- [Data]
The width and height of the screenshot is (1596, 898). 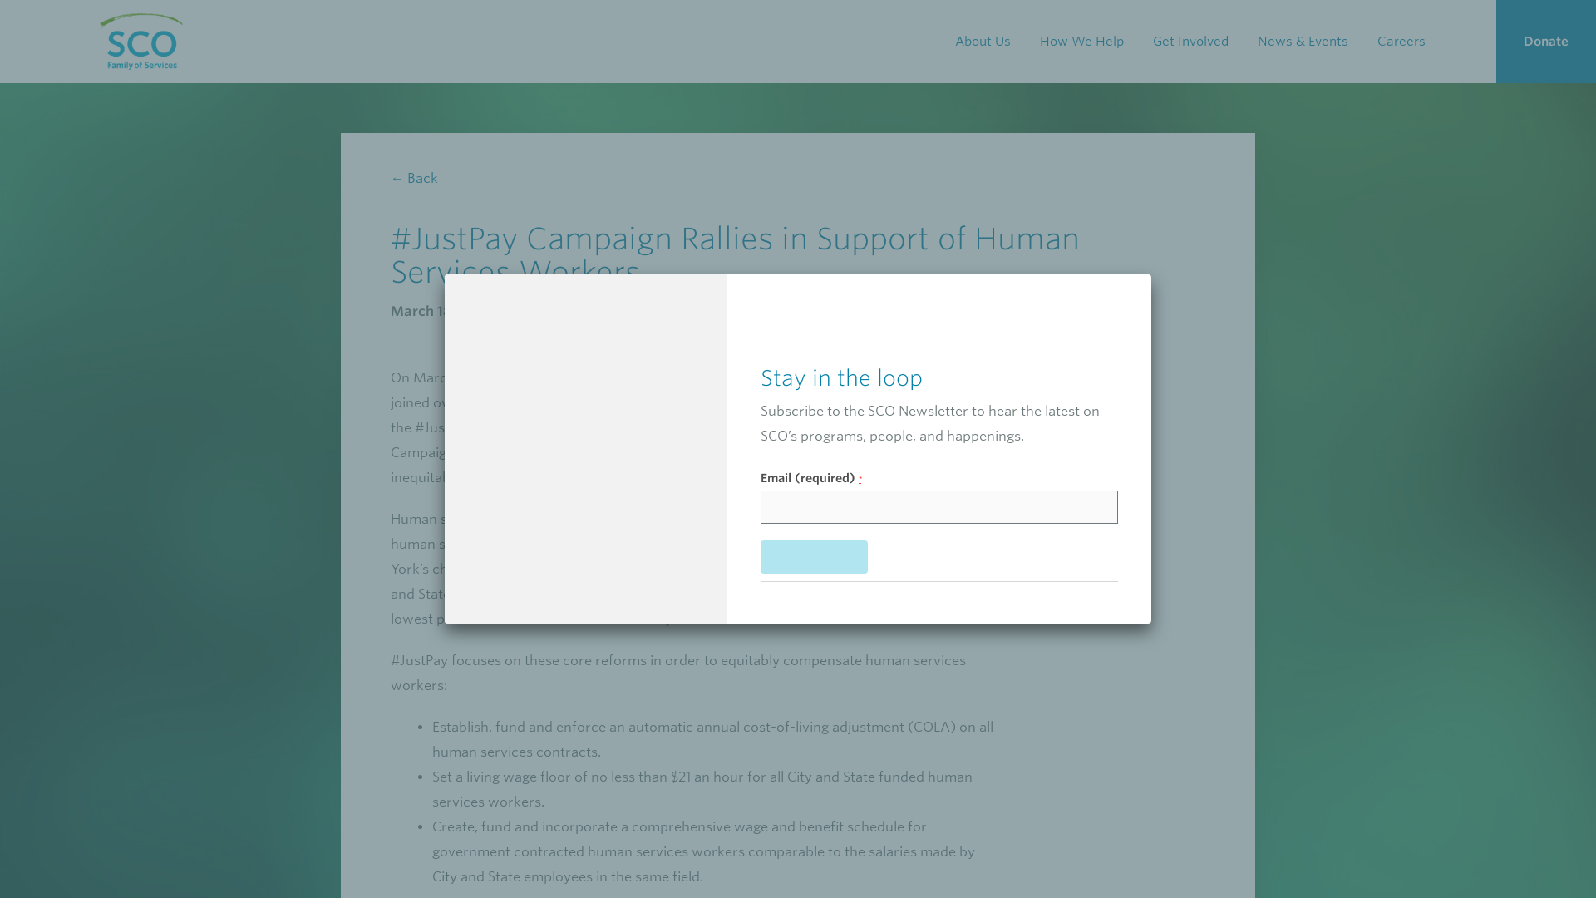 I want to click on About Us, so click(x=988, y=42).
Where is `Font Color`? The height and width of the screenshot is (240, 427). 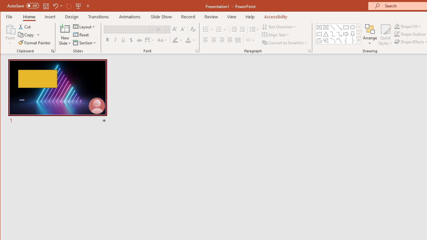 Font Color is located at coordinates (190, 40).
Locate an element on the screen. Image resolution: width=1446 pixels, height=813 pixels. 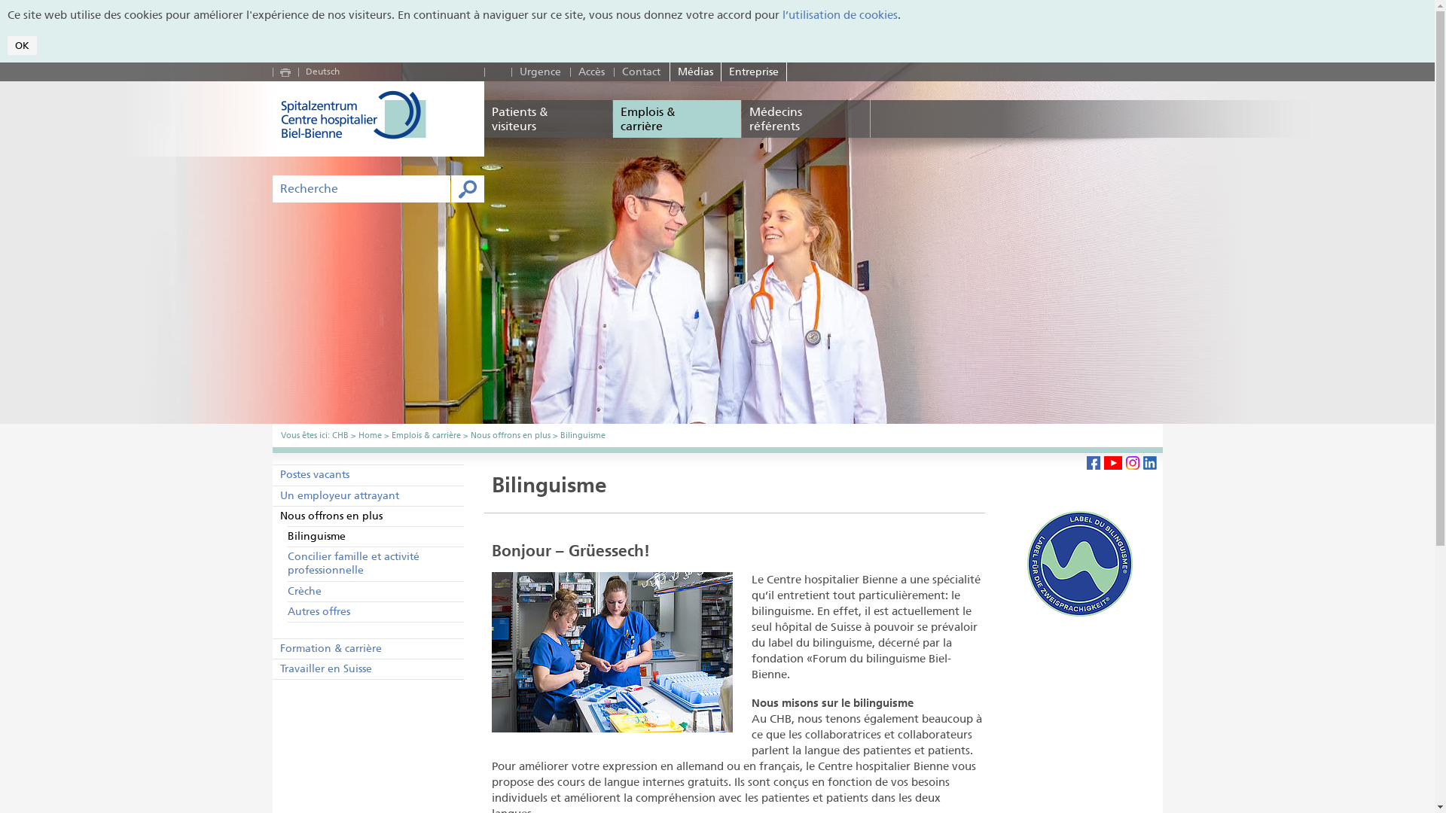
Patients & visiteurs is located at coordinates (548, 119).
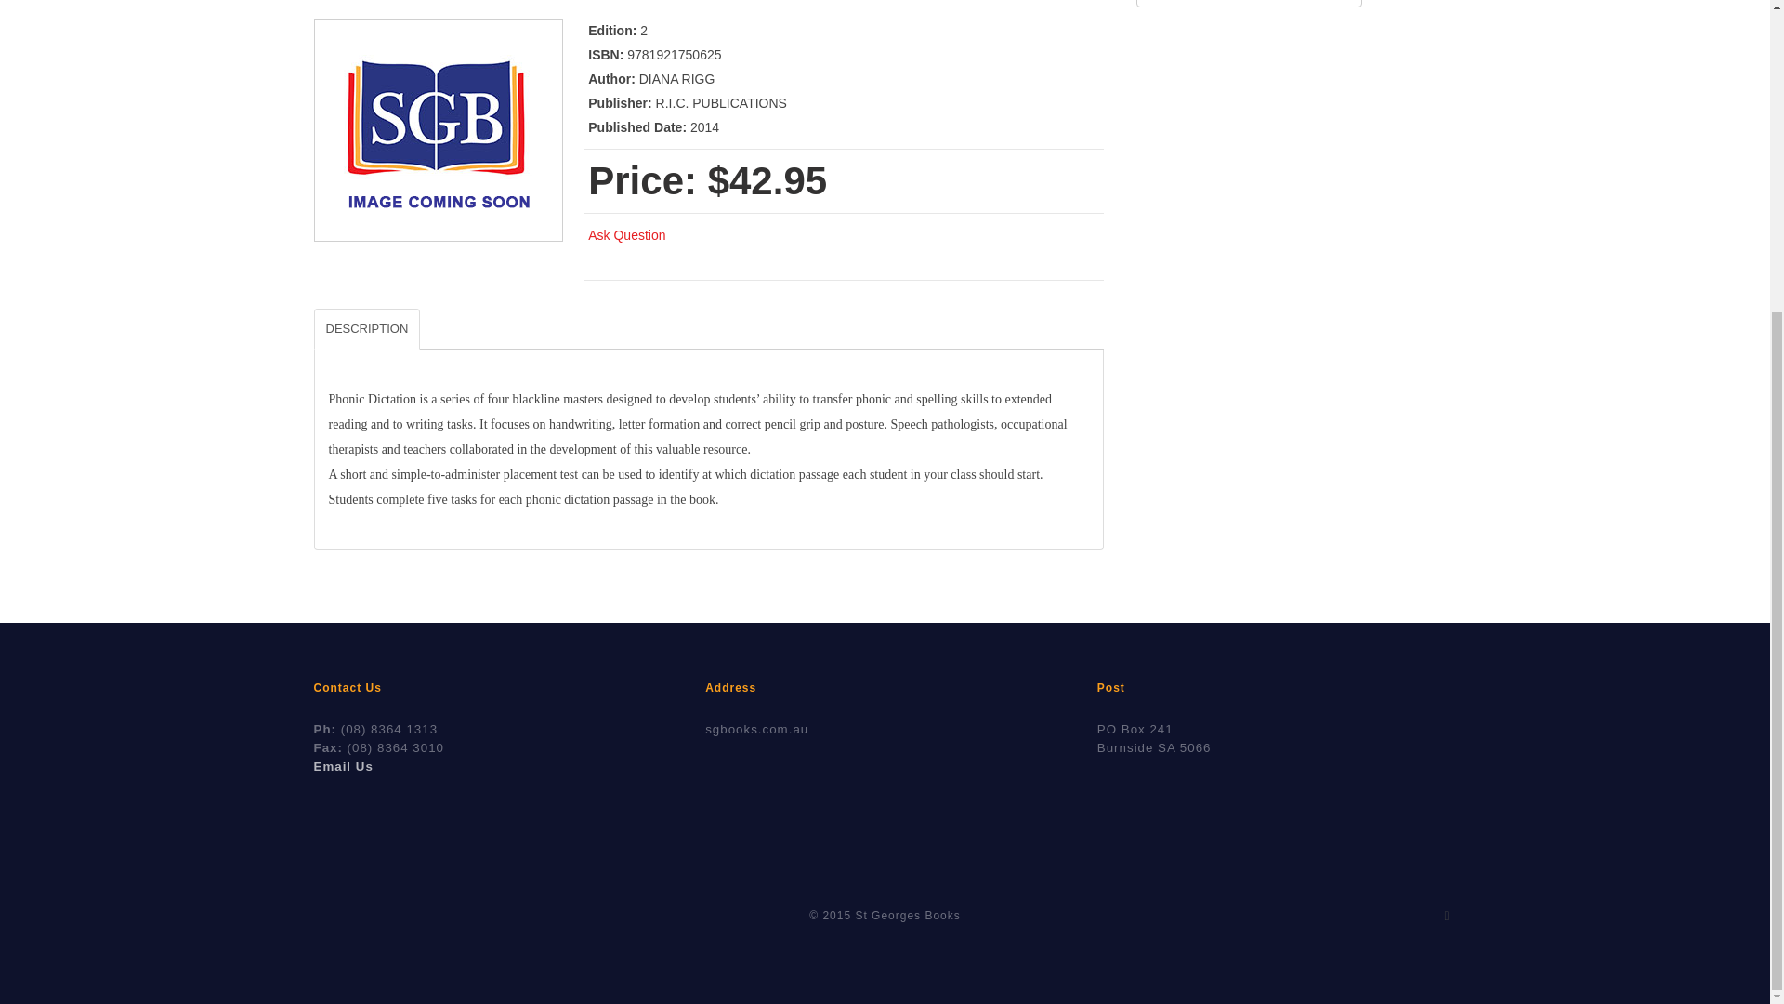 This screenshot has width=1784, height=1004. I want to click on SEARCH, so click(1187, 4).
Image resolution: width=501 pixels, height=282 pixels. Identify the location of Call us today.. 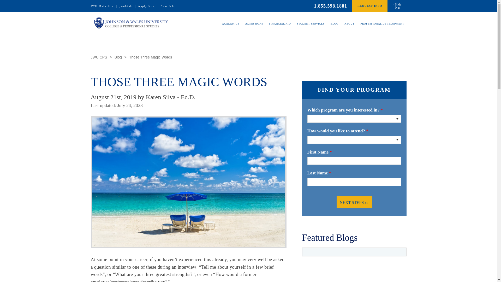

- [Your task]
Only the lines from the one containing "Locate an element" through the end of the records are wanted, set down exactly and without their pictures.

- [Output below]
Locate an element on the screen. Image resolution: width=1446 pixels, height=813 pixels. 
Patients & visiteurs is located at coordinates (548, 119).
 This screenshot has width=1784, height=1004. I want to click on SEARCH, so click(1187, 4).
Image resolution: width=501 pixels, height=282 pixels. Identify the location of Call us today.. 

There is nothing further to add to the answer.